Intel has officially launched Lunar Lake, its new CPU line for thin-and-light laptops. We’ve had hands-on time with some of the first laptops using the platform, and they might just give Apple, AMD, and Qualcomm some real competition.
Lunar Lake, now known as the Core Ultra 200V series, is billed as Intel’s “most efficient” x86 chip range to date even as the new architecture delivers some tangible performance improvements. The performance cores (P-cores in Intel speak) are built to provide more power per area on the chip, while the efficiency cores (E-cores) can handle more tasks thanks to a claimed 68% boost in instructions per clock. RAM and other components are stacked on top of the chip to further improve the energy savings.
Graphics also get some help with an integrated Arc GPU whose second-gen Xe cores, eight upgraded ray tracing units, and Xe Matrix Extensions (XMX) that help with AI processing.
In practice, the company touts up to an 80% peak performance jump versus the first-gen Core Ultra (Meteor Lake) and up to 20 hours of battery life with productivity apps. The GPU is reportedly 30% faster on average than before, and can handle up to three 4K monitors. Wi-Fi 7 support also makes sure your network connection isn’t a bottleneck.
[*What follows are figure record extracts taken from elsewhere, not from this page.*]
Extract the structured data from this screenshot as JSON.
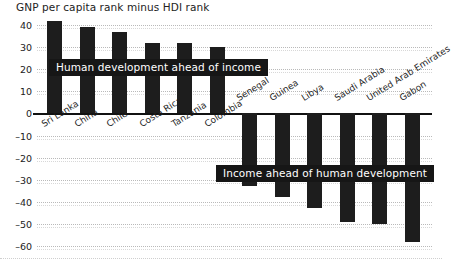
{
  "chart_data": {
    "type": "bar",
    "title": "GNP per capita rank minus HDI rank",
    "xlabel": "",
    "ylabel": "",
    "ylim": [
      -60,
      40
    ],
    "grid": true,
    "legend": "none",
    "yticks": [
      40,
      30,
      20,
      10,
      0,
      -10,
      -20,
      -30,
      -40,
      -50,
      -60
    ],
    "ytick_labels": [
      "40",
      "30",
      "20",
      "10",
      "0",
      "–10",
      "–20",
      "–30",
      "–40",
      "–50",
      "–60"
    ],
    "categories": [
      "Sri Lanka",
      "China",
      "Chile",
      "Costa Rica",
      "Tanzania",
      "Colombia",
      "Senegal",
      "Guinea",
      "Libya",
      "Saudi Arabia",
      "United Arab Emirates",
      "Gabon"
    ],
    "values": [
      42,
      39,
      37,
      32,
      32,
      30,
      -33,
      -38,
      -43,
      -49,
      -50,
      -58
    ],
    "annotations": [
      "Human development ahead of income",
      "Income ahead of human development"
    ],
    "bar_color": "#1d1d1d"
  },
  "labels": {
    "annotation_positive": "Human development ahead of income",
    "annotation_negative": "Income ahead of human development"
  }
}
Not surprisingly, Intel is boasting about strong AI performance: the GPU alone provides up to 67 trillion operations per second (TOPS), while the combined platform delivers as much as 120 TOPS. That potentially trounces the 50 TOPS of AMD’s Ryzen AI 300 series, not to mention the 45 TOPS of Qualcomm’s Snapdragon X Elite. However well it performs in real life, it should translate to speedier on-device AI that also reduces your dependence on the cloud.
Laptops based on the new CPU are available to pre-order today, with over 20 brands committed to the platform including Acer, ASUS, Dell, HP, Lenovo, LG, MSI, and Samsung. Intel says the first Lunar Lake systems have a release date of September 24th, although they won’t support Microsoft’s Copilot+ PC features until an update arrives in November.
Hands-on with Lunar Lake laptops
At an Intel briefing, Techopedia had the opportunity to see and briefly try prototypes of three ASUS laptops based on Lunar Lake: the Zenbook S 14, Zenbook S 16, and a business-oriented ExpertBook P5.
If they look familiar, they should. In a sense, the Zenbooks are the Intel equivalents to the AMD Ryzen AI version of the Zenbook S 16. That’s not a bad thing as they’re slim, sturdy and light, with even the 16-inch Zenbook S 16 weighing 3.3lbs (the 14-inch Zenbook S 14 weighs just over 2.6lbs). They have better I/O than Apple’s MacBook Air and Snapdragon-based portables like the Surface Laptop 7. I’m particularly enamored with the Zenbook S 16 — it could be a good desktop replacement if you value a large screen and healthy battery life.
Both Zenbooks have the good keyboard and trackpad combo from before, and a “Ceraluminum” lid that’s both premium-feeling and scratch-resistant. It’s not very fingerprint-resistant, though, so expect smudges that could last a while. The OLED display on both PCs is vibrant, as you’d expect.
More importantly, they’re quiet. Intel spokesman Felipe Curcio told me that these and other Lunar Lake PCs will still have fans, but it’s clear they won’t generate much noise under typical conditions. The 2.1GHz Core Ultra 5 226V in the Zenbook S 14 prototype was virtually silent during the demo, although we’d like to see how it fares in a stress test.
The Zenbook S 14 gets about 10 hours of battery life in the real world, according to Intel.
The ExpertBook P5 isn’t as slim and has the conservative design you’d anticipate from a workplace-oriented machine.
Intel vs. the competition: Apple, AMD, and Qualcomm
Is Lunar Lake enough to challenge the current crop of mobile processors? On paper, at least, the answer is yes. It’s a system on chip (SoC) akin to Apple’s M series and Qualcomm’s Snapdragon X parts, with all the energy-efficient performance that entails. You ideally get the all-day battery life of a MacBook or Surface, just in an Intel-equipped laptop that should run virtually every Windows app.
The quicker AI processing should also help address worries that Intel is falling behind on that front.
It’s not yet known how well Lunar Lake runs in everyday use. Also, some of the competition hasn’t launched yet — Apple is expected to unveil the M4 MacBook Pro this fall, and it might offer significant gains in AI alongside the usual computing updates.
Curcio notes that the first chips are aimed at premium and “lifestyle” laptops rather than more affordable devices. And if you’re looking for gaming, you’ll still have to wait for mobile Arrow Lake processors. There’s also the same caveat that applies to other SoC laptops: you can’t upgrade the memory after the fact, so you might need to buy more RAM than you need if you want to future-proof your purchase.
Still, it’s hard to object to more choices in this category, especially for people who absolutely need full x86 compatibility. And with all the major Windows brands onboard, there won’t be a shortage of form factors and configurations to pick from.